Attempting to regain his feet, Lorenzo made it halfway up before he found himself seated again, skull pulsing like a gong, his asthma resurrecting itself past the medication.
“Are you high?” the boy asked, without malice, without judgment.
“I’m OK,” Lorenzo answered quietly, just sitting there now, massaging his temples. “But it’s late,” he added, making a great effort to maintain a gentle tone. “So I want you to go on home…”
About the Author
RICHARD PRICE is the author of six previous novels, the most recent being Samaritan. Clockers was nominated for the National Book Critics Circle Award.
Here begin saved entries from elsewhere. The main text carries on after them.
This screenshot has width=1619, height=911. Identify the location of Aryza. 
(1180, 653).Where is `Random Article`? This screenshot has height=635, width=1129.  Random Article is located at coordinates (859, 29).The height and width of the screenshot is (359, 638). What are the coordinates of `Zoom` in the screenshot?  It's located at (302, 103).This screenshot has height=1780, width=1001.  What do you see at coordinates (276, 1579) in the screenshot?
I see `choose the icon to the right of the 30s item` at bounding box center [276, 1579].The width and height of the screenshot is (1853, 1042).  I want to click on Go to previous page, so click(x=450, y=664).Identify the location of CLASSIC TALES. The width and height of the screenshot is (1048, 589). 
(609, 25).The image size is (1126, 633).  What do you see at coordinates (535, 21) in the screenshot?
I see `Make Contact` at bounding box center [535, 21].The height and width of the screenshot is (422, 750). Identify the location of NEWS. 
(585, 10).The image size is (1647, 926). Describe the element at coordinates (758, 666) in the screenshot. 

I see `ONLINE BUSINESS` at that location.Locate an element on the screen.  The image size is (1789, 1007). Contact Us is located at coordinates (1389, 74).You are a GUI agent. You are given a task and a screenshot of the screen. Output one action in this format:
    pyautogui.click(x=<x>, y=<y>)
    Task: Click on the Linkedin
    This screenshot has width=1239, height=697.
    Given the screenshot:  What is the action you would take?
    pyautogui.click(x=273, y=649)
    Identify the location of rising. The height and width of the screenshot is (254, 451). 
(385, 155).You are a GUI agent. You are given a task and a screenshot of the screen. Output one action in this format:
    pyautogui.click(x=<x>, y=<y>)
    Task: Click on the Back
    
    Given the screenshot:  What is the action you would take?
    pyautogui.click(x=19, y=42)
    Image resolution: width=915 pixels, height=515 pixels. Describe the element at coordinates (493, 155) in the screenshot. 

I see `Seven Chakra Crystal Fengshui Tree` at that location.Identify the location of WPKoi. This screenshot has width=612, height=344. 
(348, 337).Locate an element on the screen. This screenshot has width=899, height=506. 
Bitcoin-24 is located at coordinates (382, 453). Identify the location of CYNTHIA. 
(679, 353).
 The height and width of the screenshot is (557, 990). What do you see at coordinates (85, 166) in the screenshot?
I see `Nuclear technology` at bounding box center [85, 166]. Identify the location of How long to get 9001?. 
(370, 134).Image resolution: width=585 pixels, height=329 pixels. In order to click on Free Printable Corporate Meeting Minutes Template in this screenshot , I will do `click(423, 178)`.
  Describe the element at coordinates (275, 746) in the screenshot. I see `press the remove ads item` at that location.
He has also written numerous screenplays, including Freedomland, Sea of Love, Ransom, and The Color of Money, for which he received an Academy Award nomination. He received a literature award from the American Academy of Arts and Letters in 1999, and he had an essay selected for Best American Essays 2002. His work has appeared in many publications, including the New York Times and The New Yorker, and he has taught fiction writing at Yale, NYU, and Columbia. He lives with his family in Manhattan.
FREEDOMLAND
A Delta Book
PUBLISHING HISTORY
Broadway Books hardcover edition published May 1998
Dell mass market edition / May 1999
Delta trade paperback edition / December 2005
Published by Bantam Dell
A Division of Random House, Inc.
New York, New York
Grateful acknowledgment is made for permissions to quote from the following:
True Love Travels on a Gravel Road, by Dallas Frazier and A.L. “Doodle” Owens. © 1968
(Renewed) Unichappell Music Inc. and Acuff-Rose Music, Inc. All Rights Reserved. Used by Permission. Warner Bros. Publications U.S. Inc., Miami, FL 33014.
(Your Love Has Lifted Me) Higher and Higher, by Gary Jackson, Carl Smith and Raynard
Miner. © 1967 (Renewed) Chevis Music, Inc. Warner-Tamerlane Publishing Corp. and
Unichappell Music Inc. All Rights Reserved. Used by Permission. Warner Bros.
Publications U.S. Inc., Miami, FL 33014.
All rights reserved
Copyright © 1998 by Richard Price
Library of Congress Catalog Card Number: 98-010527
Delta is a registered trademark of Random House, Inc., and the colophon
is a trademark of Random House, Inc.